A moment ago this came back (). Now:

(
    {
        "id": 1,
        "title": "My first task",
        "description": "Testing the API",
        "completed": 0,
        "created_at": "2026-06-04T10:37:20.000000Z",
        "updated_at": "2026-06-04T10:37:20.000000Z"
    }
)

"completed": 0 is the default value we set in the migration. false in PHP it becomes 0 in MySQL.

Update a task (PUT)

  • Method: PUT
  • URL: http://127.0.0.1:8000/api/tasks/1
  • Body:
{
    "completed": true
}

Answer:

{
    "id": 1,
    "title": "My first task",
    "description": "Testing the API",
    "completed": true,
    "created_at": "2026-06-04T10:37:20.000000Z",
    "updated_at": "2026-06-04T10:55:23.000000Z"
}

completed now it’s true and updated_at changes automatically. I didn’t touch the timestamp. Laravel just handled it.

Delete a task (DELETE)

  • Method: DELETE
  • URL: http://127.0.0.1:8000/api/tasks/1
{
    "message": "Task deleted successfully"
}

What I really learned

Building this taught me things I couldn’t learn from reading alone.

  • MVC finally made sense. I’ve seen “Model-View-Controller” in the documentation hundreds of times. But when I had to think about where To put the logic in (the route just connects, the controller decides, the model talks to the database), the pattern clicked in a way it never had before.
  • Migrations are just blueprints until you execute them. I kept confusing the migration file with the actual database table. They are not the same. The file describes what the table should look like. php artisan migrate It’s what really builds it.
  • Route::apiResource**is really impressive.** One line that replaces five manual route definitions, each correctly mapped to the correct controller method and HTTP verb. That’s the kind of thing that makes you understand why developers love Laravel.
  • Validation is built-in and easy. I was expecting to write a bunch of manual checks. Instead, $request->validate() It handled everything: required fields, types, maximum lengths and automatically returned a proper error response if something failed.
  • $fillable**it exists for a reason.** At first it seemed like an extra step. but understanding because exists (to prevent mass allocation attacks) made me appreciate that Laravel is thinking about security by default, even at the basics.

Next steps

This is just the beginning. From here, the natural progression is:

  • Authentication with Laravel Sanctum (already installed!)
  • API Resources to transform the look of your JSON responses
  • Query parameters for filtering and classification tasks
  • Relations: What would happen if the tasks belonged to the users?
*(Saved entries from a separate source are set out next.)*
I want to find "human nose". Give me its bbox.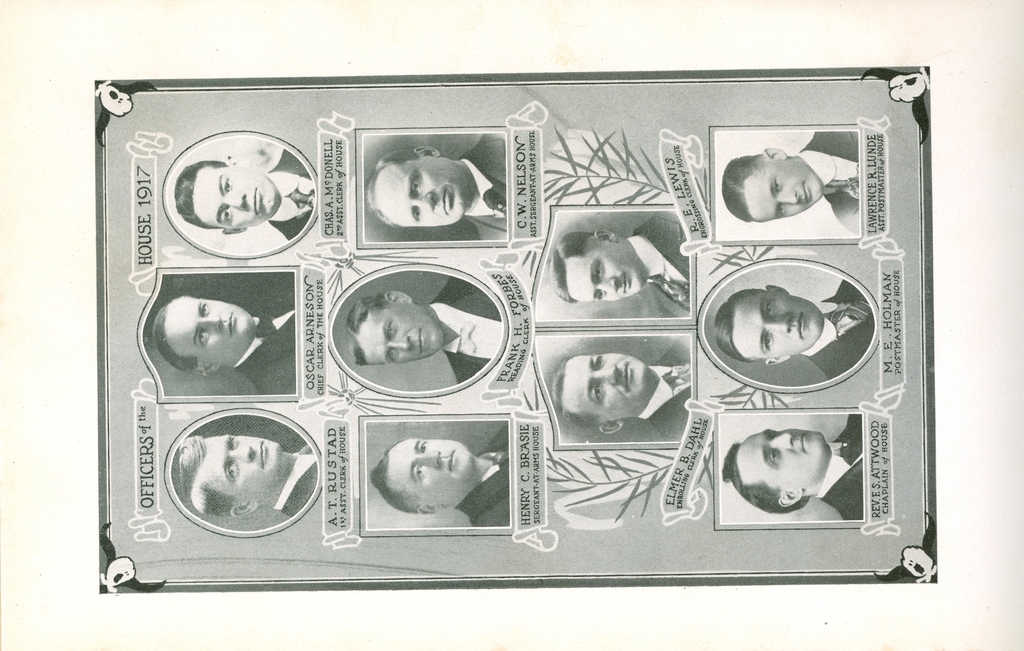
l=409, t=193, r=434, b=212.
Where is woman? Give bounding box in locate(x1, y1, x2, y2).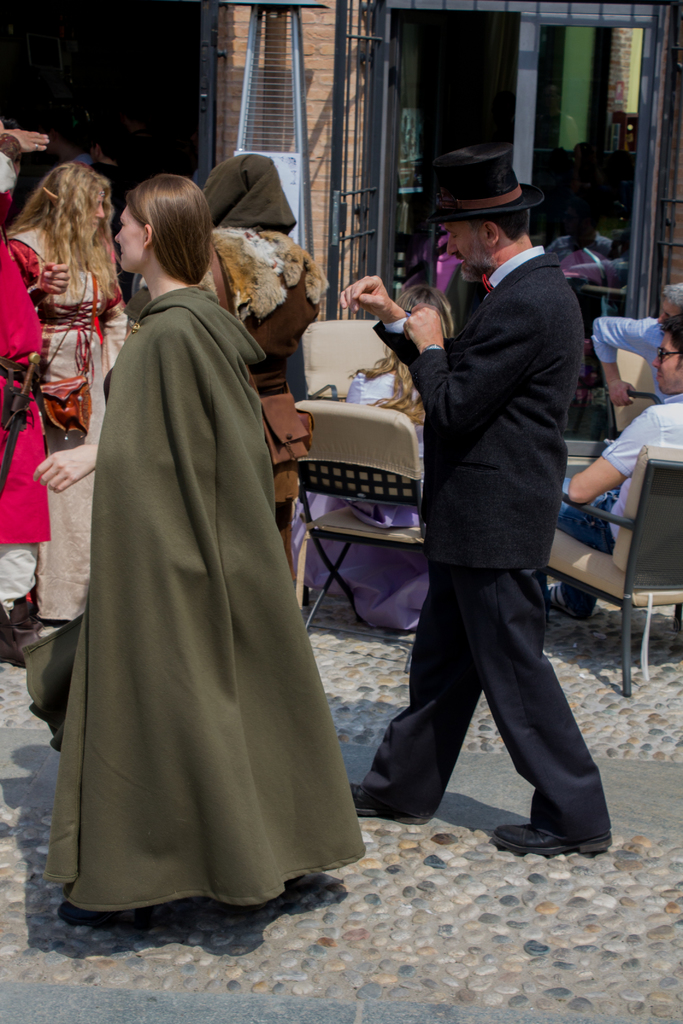
locate(60, 196, 337, 956).
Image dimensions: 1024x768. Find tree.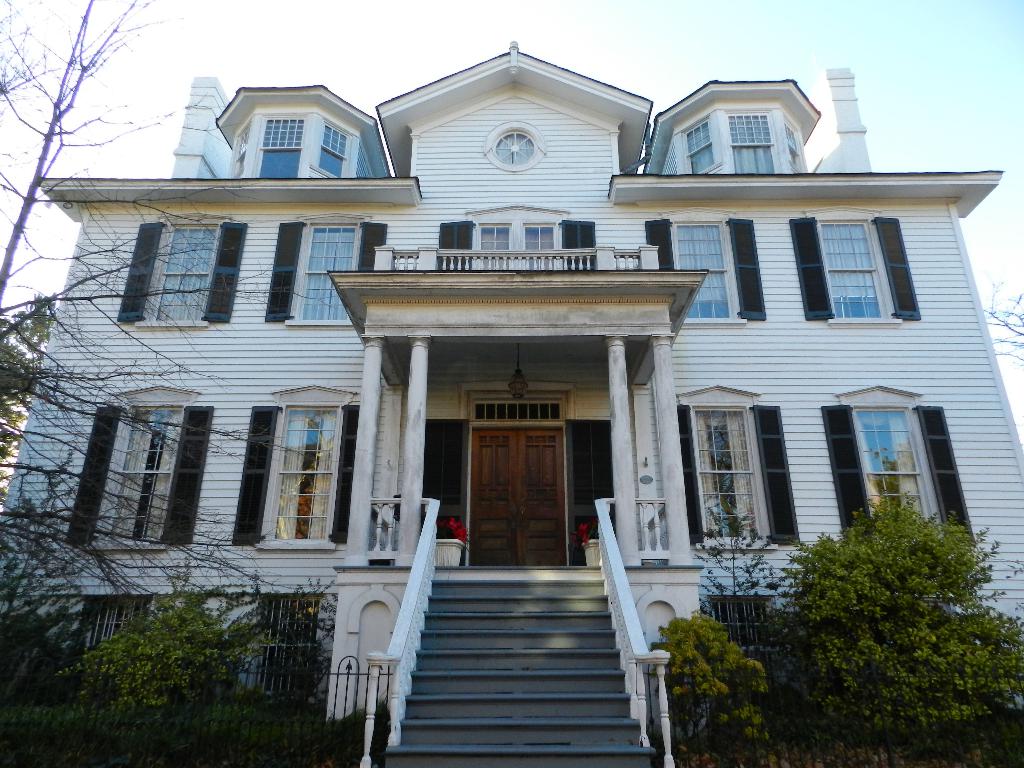
<bbox>0, 0, 392, 767</bbox>.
But for now, I have a working API. Built from scratch. And I understand every line.

That is the goal at this stage. Not to build something perfect, but to build something that makes you understand the fundamentals. Routes, drivers, models, migrations. They are no longer separate concepts. They are a system. And once you see them as a system, everything else in Laravel starts to make sense.

I’m learning Laravel in public as part of my journey towards full development. If you are on a similar path, follow it. I’ll share every step, including the parts where I had no idea what I was doing.